Before the scientists have produced the first image of a black hole on 10 April 2019, shining a light on one of the universe’s great mysteries numerous artists tried to draw this phenomena for decades.
A black hole is, by definition, unseeable — a region of space with a gravitational pull so intense light cannot travel outward to bring us an image. But, using the laws of physics and our understanding of the cosmos, scientists were able to recreate what a black hole may look like to a reasonable degree of accuracy.
Interesting how do you draw something we’ve never seen before? Here are the artists’ impressions of black hole the way they imagined it.
This image is a quite accurate depiction of what scientists think a black hole with an accretion disk of hot gas and dust around it might look like. The two rings we see are actually just one; gravity bends the light from the rear of the disk around the black hole on both top and bottom so that it appears perpendicular to the real thing.
Artist illustration of the thick ring of dust that can obscure the energetic processes that occur near the supermassive black hole of an active galactic nuclei.
A computer-generated image of what researchers thought a black hole at the center of a galaxy might look like.
Galaxy NGC 1068 located about 50 million light years away. This picture is an artist’s representation of what the very heart of the galaxy may look like, a shining accretion disk surrounded by a much larger torus of gas.
Artist concept of matter swirling around a black hole.
The supermassive black hole at the center of our galaxy, Sagittarius A* (pronounced A star) and seen here, will swallow up a large cloud of gas, G2, at some point in the near future.
An artist’s drawing a black hole named Cygnus X-1. It formed when a large star caved in. This black hole pulls matter from blue star beside it.
Another image from 1978, though this one has bit more grounding in actual data. French astrophysicist Jean-Pierre Luminet made this drawing of a black hole based on calculations of general relativity done with the help of an early IBM punch-card computer.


# [EXERCISE DETAILS]
Only the lines from the one that contains "Give me the" to the last line below, both included, should be transcribed. Pictures stay out of the copy.

# [EXERCISE MATERIAL]

▼

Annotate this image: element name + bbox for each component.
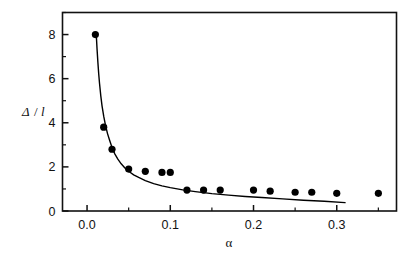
y-tick-label: 4: [49, 116, 56, 130]
scatter-plot: 0.00.10.20.3 02468 α Δ / l: [0, 0, 410, 255]
data-point: [200, 186, 207, 193]
chart-figure: 0.00.10.20.3 02468 α Δ / l: [0, 0, 410, 255]
x-tick-label: 0.0: [78, 218, 95, 232]
x-tick-label: 0.2: [245, 218, 262, 232]
x-tick-label: 0.3: [328, 218, 345, 232]
data-point: [333, 190, 340, 197]
x-tick-label: 0.1: [162, 218, 179, 232]
data-point: [92, 31, 99, 38]
data-point: [250, 186, 257, 193]
data-point: [267, 188, 274, 195]
data-point: [308, 189, 315, 196]
y-axis-title-separator: /: [34, 104, 38, 119]
data-point: [108, 146, 115, 153]
data-point: [375, 190, 382, 197]
data-point: [217, 186, 224, 193]
data-point: [100, 124, 107, 131]
y-tick-label: 8: [49, 28, 56, 42]
data-point: [292, 189, 299, 196]
x-axis-title: α: [226, 235, 233, 250]
data-point: [183, 186, 190, 193]
data-point: [142, 168, 149, 175]
data-point: [125, 165, 132, 172]
plot-background: [0, 0, 410, 255]
y-tick-label: 6: [49, 72, 56, 86]
y-axis-title-denominator: l: [41, 104, 45, 119]
y-tick-label: 0: [49, 205, 56, 219]
data-point: [167, 169, 174, 176]
data-point: [158, 169, 165, 176]
y-axis-title-numerator: Δ: [21, 104, 30, 119]
y-tick-label: 2: [49, 160, 56, 174]
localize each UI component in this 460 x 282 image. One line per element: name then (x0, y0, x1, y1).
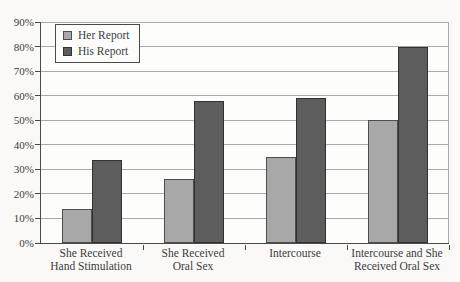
gridline-90 (41, 22, 449, 23)
plot-area: Her ReportHis Report (40, 22, 449, 244)
x-tick-4 (449, 245, 450, 250)
bar-her-report-2 (266, 157, 296, 243)
y-tick-label-20: 20% (0, 188, 34, 200)
y-tick-30 (35, 169, 40, 170)
legend-swatch-icon (63, 47, 72, 56)
y-tick-label-50: 50% (0, 114, 34, 126)
bar-his-report-1 (194, 101, 224, 243)
y-tick-label-90: 90% (0, 16, 34, 28)
y-tick-label-40: 40% (0, 139, 34, 151)
legend-label: Her Report (78, 29, 129, 42)
y-tick-label-60: 60% (0, 90, 34, 102)
category-label-3: Intercourse and She Received Oral Sex (335, 247, 459, 273)
bar-her-report-3 (368, 120, 398, 243)
y-tick-90 (35, 22, 40, 23)
bar-chart-figure: Her ReportHis Report 0%10%20%30%40%50%60… (0, 0, 460, 282)
y-tick-10 (35, 218, 40, 219)
y-tick-label-10: 10% (0, 212, 34, 224)
bar-his-report-2 (296, 98, 326, 243)
legend-swatch-icon (63, 31, 72, 40)
y-tick-50 (35, 120, 40, 121)
plot-right-border (448, 22, 449, 243)
y-tick-0 (35, 243, 40, 244)
y-tick-80 (35, 46, 40, 47)
y-tick-60 (35, 95, 40, 96)
bar-his-report-0 (92, 160, 122, 243)
y-tick-40 (35, 144, 40, 145)
gridline-60 (41, 95, 449, 96)
x-tick-2 (245, 245, 246, 250)
y-tick-label-80: 80% (0, 41, 34, 53)
legend-entry-his-report: His Report (63, 45, 129, 58)
bar-her-report-0 (62, 209, 92, 243)
y-tick-20 (35, 193, 40, 194)
bar-his-report-3 (398, 47, 428, 243)
y-tick-label-30: 30% (0, 163, 34, 175)
legend-entry-her-report: Her Report (63, 29, 129, 42)
legend: Her ReportHis Report (55, 24, 140, 63)
x-tick-1 (143, 245, 144, 250)
bar-her-report-1 (164, 179, 194, 243)
x-tick-3 (347, 245, 348, 250)
gridline-70 (41, 71, 449, 72)
y-tick-label-70: 70% (0, 65, 34, 77)
y-tick-70 (35, 71, 40, 72)
legend-label: His Report (78, 45, 128, 58)
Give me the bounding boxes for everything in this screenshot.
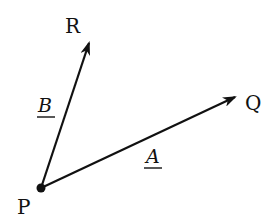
point-label-p: P (17, 195, 30, 219)
vector-a-arrow (41, 97, 235, 188)
point-label-r: R (65, 14, 81, 38)
point-p-dot (37, 184, 46, 193)
point-label-q: Q (245, 91, 261, 115)
vector-label-a: A (144, 145, 160, 167)
vector-diagram: R Q P B A (0, 0, 274, 224)
vector-label-b: B (37, 94, 52, 116)
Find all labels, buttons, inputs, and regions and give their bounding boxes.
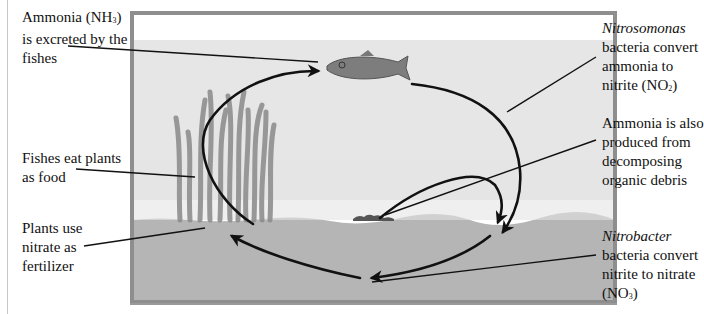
label-ammonia-excreted: Ammonia (NH3) is excreted by the fishes: [22, 8, 127, 68]
tank-air-space: [132, 14, 615, 40]
tank-sand: [132, 212, 615, 302]
label-plants-use-nitrate: Plants use nitrate as fertilizer: [22, 219, 82, 276]
tank-water-mid: [132, 160, 615, 220]
label-ammonia-from-debris: Ammonia is also produced from decomposin…: [602, 114, 704, 190]
label-nitrosomonas: Nitrosomonas bacteria convert ammonia to…: [602, 19, 698, 98]
label-nitrobacter: Nitrobacter bacteria convert nitrite to …: [602, 227, 698, 306]
label-fishes-eat-plants: Fishes eat plants as food: [22, 149, 121, 187]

▲

# [EXERCISE ANSWER]
Give me the bounding boxes for everything in this screenshot.
point-label-p: P (17, 195, 30, 219)
vector-a-arrow (41, 97, 235, 188)
point-label-r: R (65, 14, 81, 38)
point-p-dot (37, 184, 46, 193)
point-label-q: Q (245, 91, 261, 115)
vector-label-a: A (144, 145, 160, 167)
vector-diagram: R Q P B A (0, 0, 274, 224)
vector-label-b: B (37, 94, 52, 116)
Find all labels, buttons, inputs, and regions and give their bounding boxes.
label-ammonia-excreted: Ammonia (NH3) is excreted by the fishes: [22, 8, 127, 68]
tank-air-space: [132, 14, 615, 40]
tank-sand: [132, 212, 615, 302]
label-plants-use-nitrate: Plants use nitrate as fertilizer: [22, 219, 82, 276]
tank-water-mid: [132, 160, 615, 220]
label-ammonia-from-debris: Ammonia is also produced from decomposin…: [602, 114, 704, 190]
label-nitrosomonas: Nitrosomonas bacteria convert ammonia to…: [602, 19, 698, 98]
label-nitrobacter: Nitrobacter bacteria convert nitrite to …: [602, 227, 698, 306]
label-fishes-eat-plants: Fishes eat plants as food: [22, 149, 121, 187]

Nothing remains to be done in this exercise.